This workshop introduces Frame VR as a free to use 3D/VR environment that can be used to think about cultural heritage and public history applications. The workshop will cover how to get started with Frame VR and models pedagogical exercises one may use in a classroom environment. We will also discuss other 3D/VR tools available to humanities practitioners and what the threshhold for using each might be. Participants are encouraged to come to the workshop with ideas for curating mini-museums and exhibits with their students.

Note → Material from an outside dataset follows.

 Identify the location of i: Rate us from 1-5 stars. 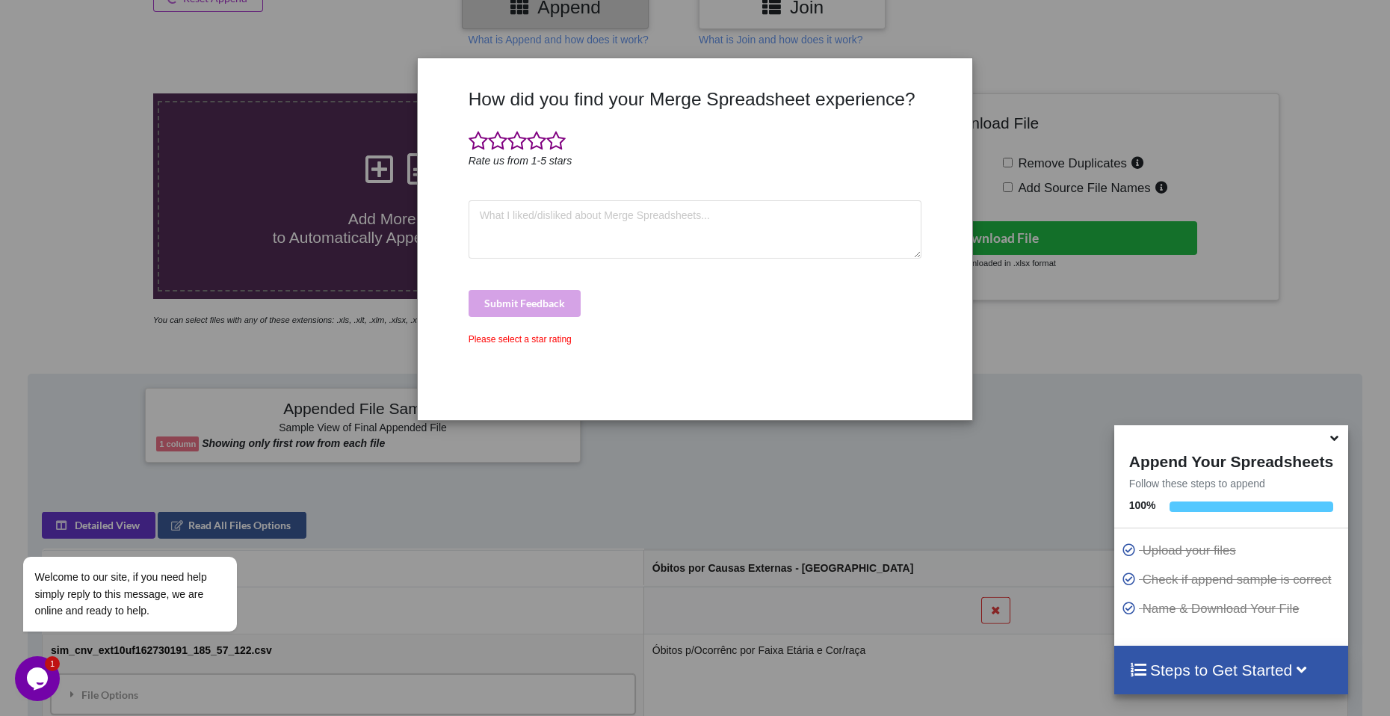
(520, 161).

Jessica C. Linker, PhD is Assistant Professor of history of early America and digital scholar at Northeastern University. She is working on a book project that examines how women practiced science in the eighteenth and nineteenth centuries, and the various social and cultural trends that contemporaneously or retroactively obscured their labor. She is also interested in the ways virtual and augmented reality can be used in historical teaching and research. Her research has been supported by the McNeil Center for Early American Studies, the Library Company of Philadelphia, the American Philosophical Society, and the New York Public Library. She additionally co-directs Northeastern’s Huskiana Press, an experiential letterpress studio.
Liam MacLean is a PhD candidate in History and the Digital Humanities. at Northeastern University. He holds a BA in Journalism from Boston University in and an MA in History from Goldsmiths, University of London. His research focuses on the labor movement's response to neoliberalization and privatization in Germany during the 1990s. He also specializes in 3D/VR technologies and how they can be used in an academic context.